■ Task instructions ■
Starting with the line that contains "You are a GUI", give again exactly and only each line through the end of the records; include the last line and exclude pictures.

[Start of section]

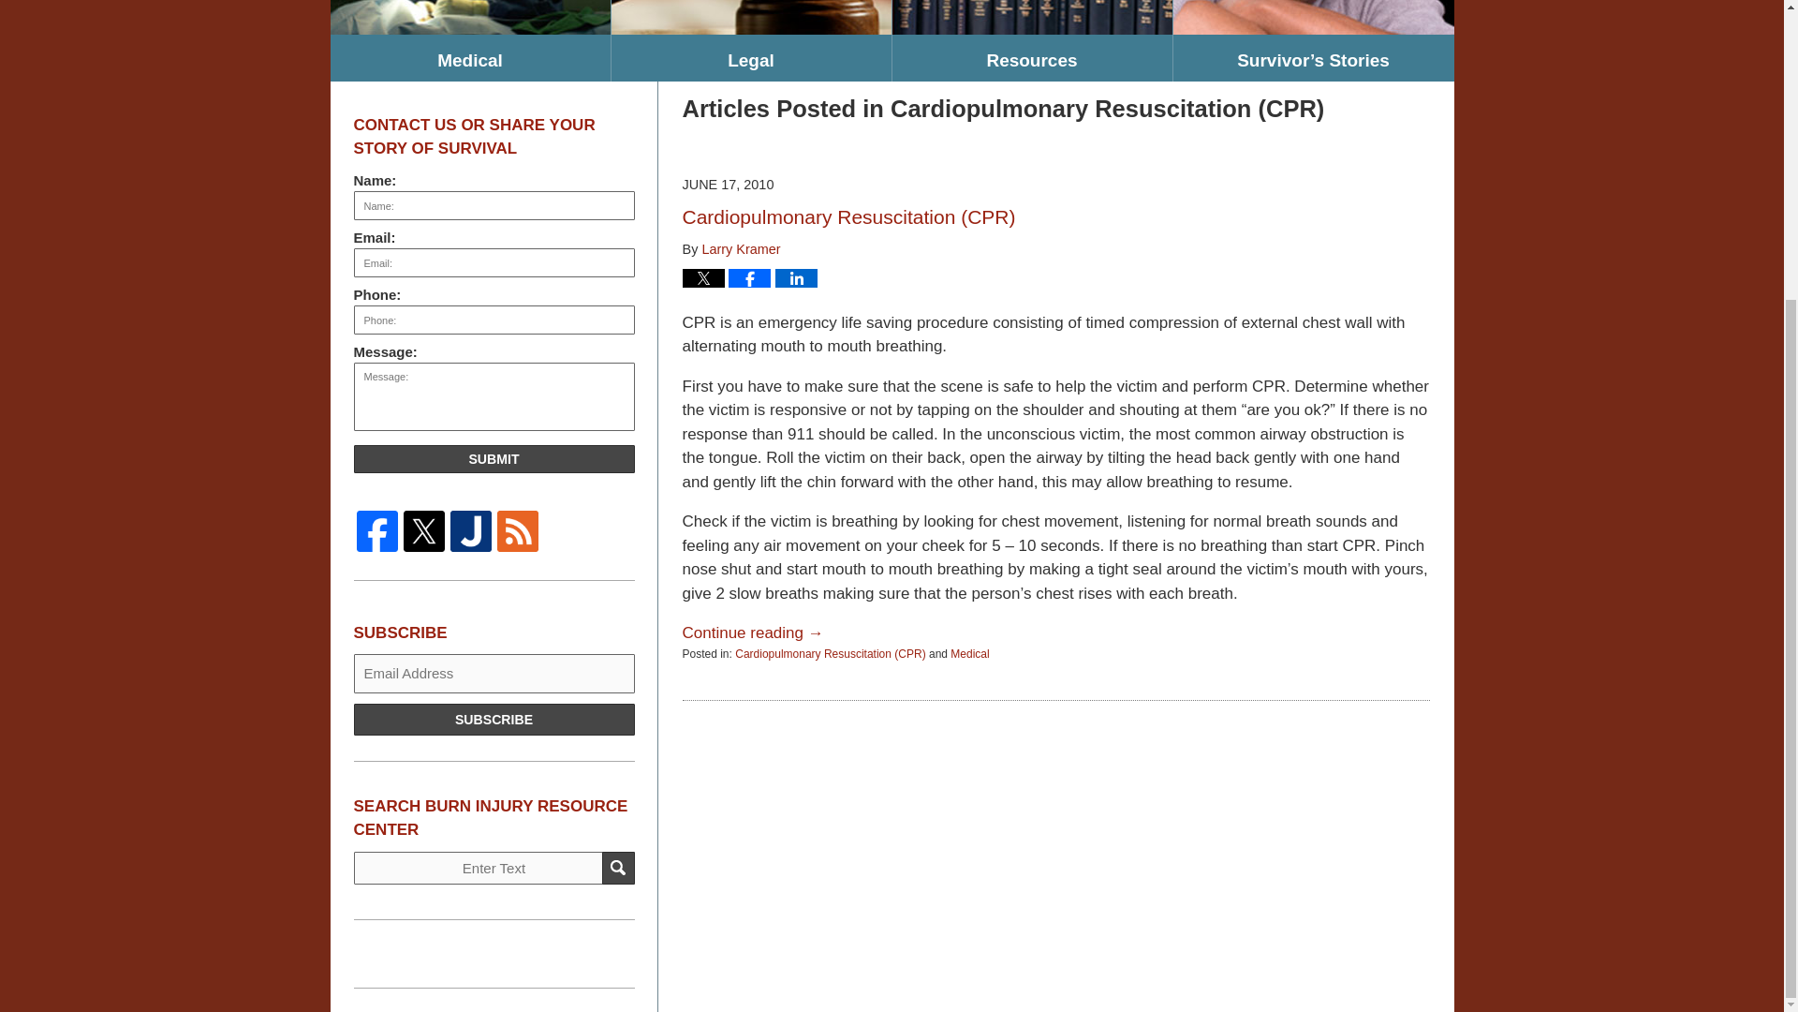 The width and height of the screenshot is (1798, 1012). What do you see at coordinates (750, 58) in the screenshot?
I see `Legal` at bounding box center [750, 58].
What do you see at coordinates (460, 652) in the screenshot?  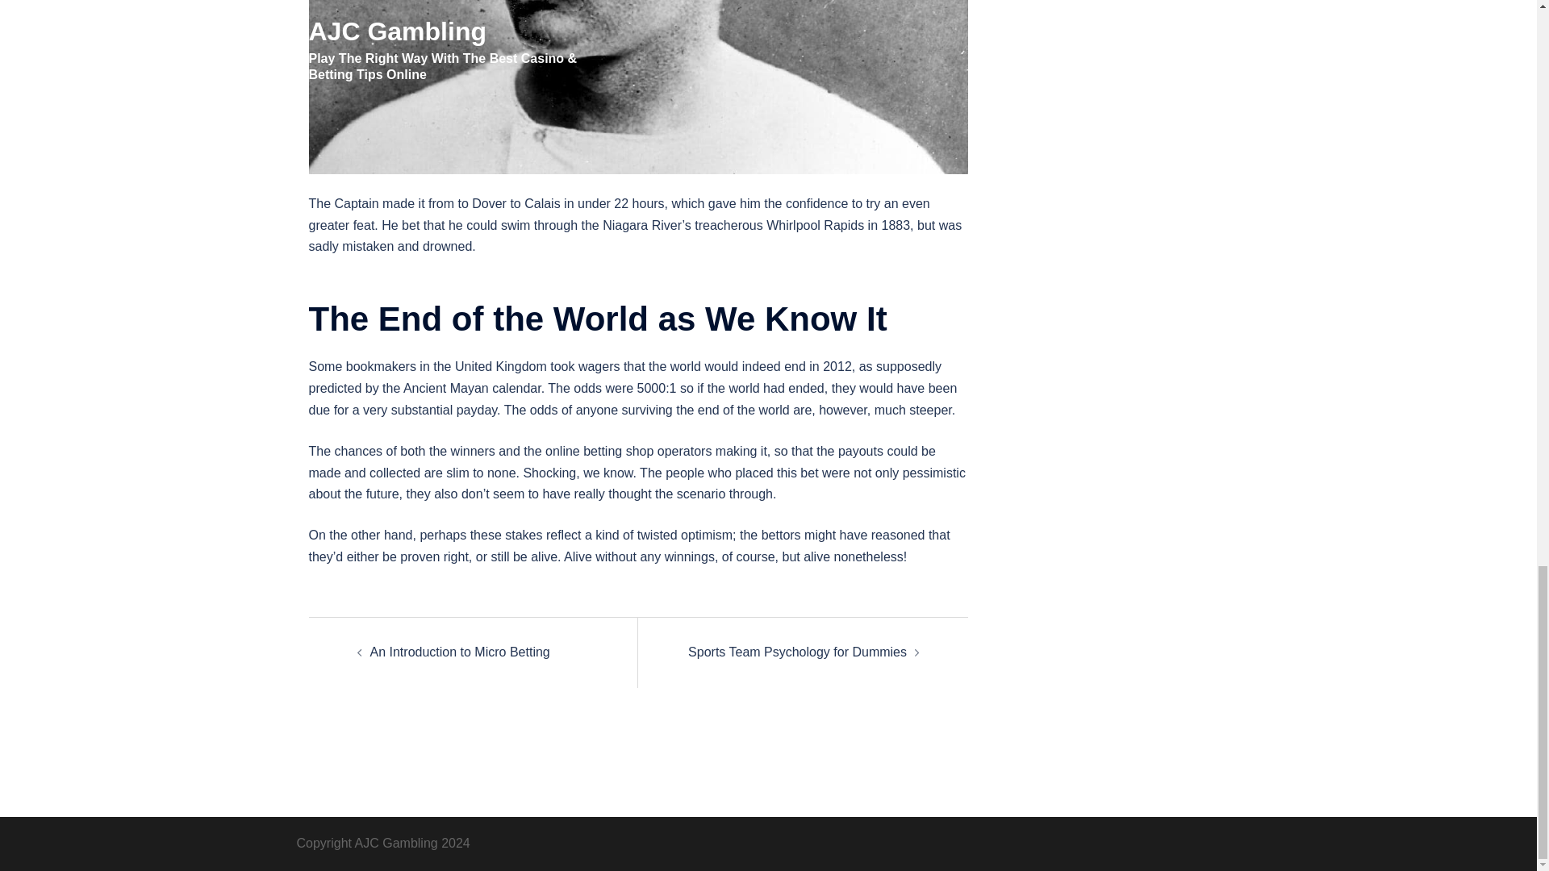 I see `An Introduction to Micro Betting` at bounding box center [460, 652].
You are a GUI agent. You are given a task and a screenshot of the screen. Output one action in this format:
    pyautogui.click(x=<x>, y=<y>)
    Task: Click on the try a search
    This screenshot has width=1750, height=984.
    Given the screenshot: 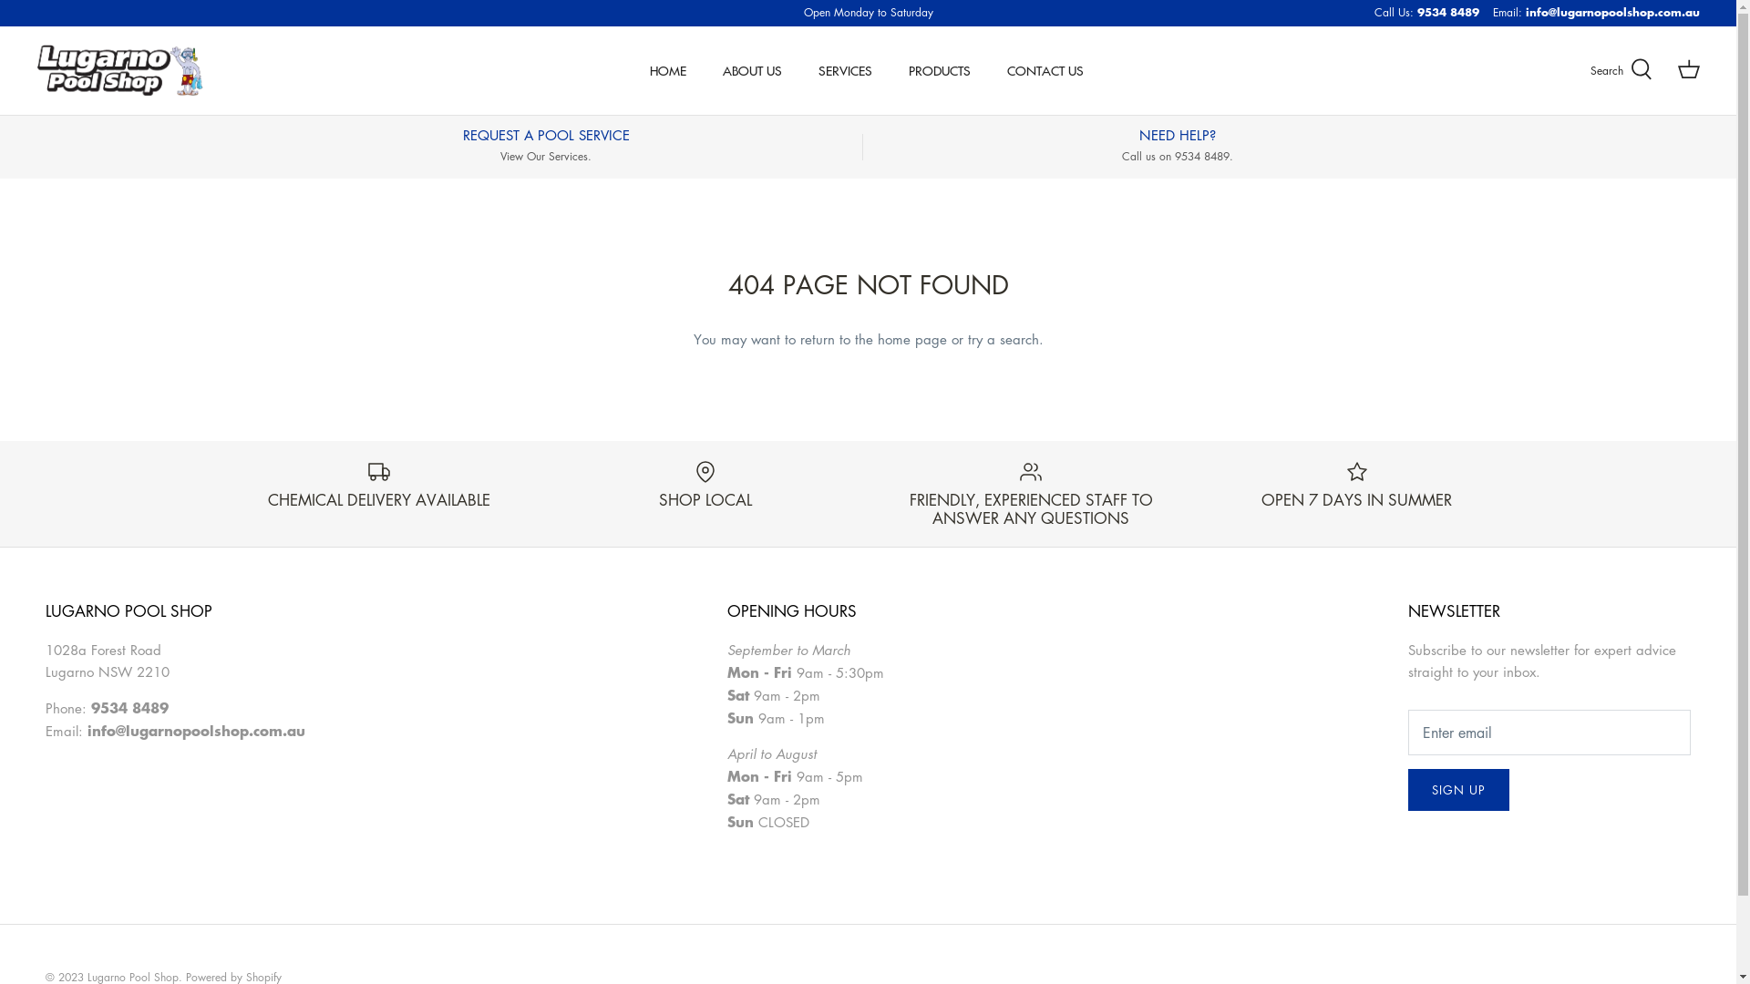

[End of section]

■ Problem solution ■
You are a GUI agent. You are given a task and a screenshot of the screen. Output one action in this format:
    pyautogui.click(x=<x>, y=<y>)
    Task: Click on the try a search
    This screenshot has width=1750, height=984.
    Given the screenshot: 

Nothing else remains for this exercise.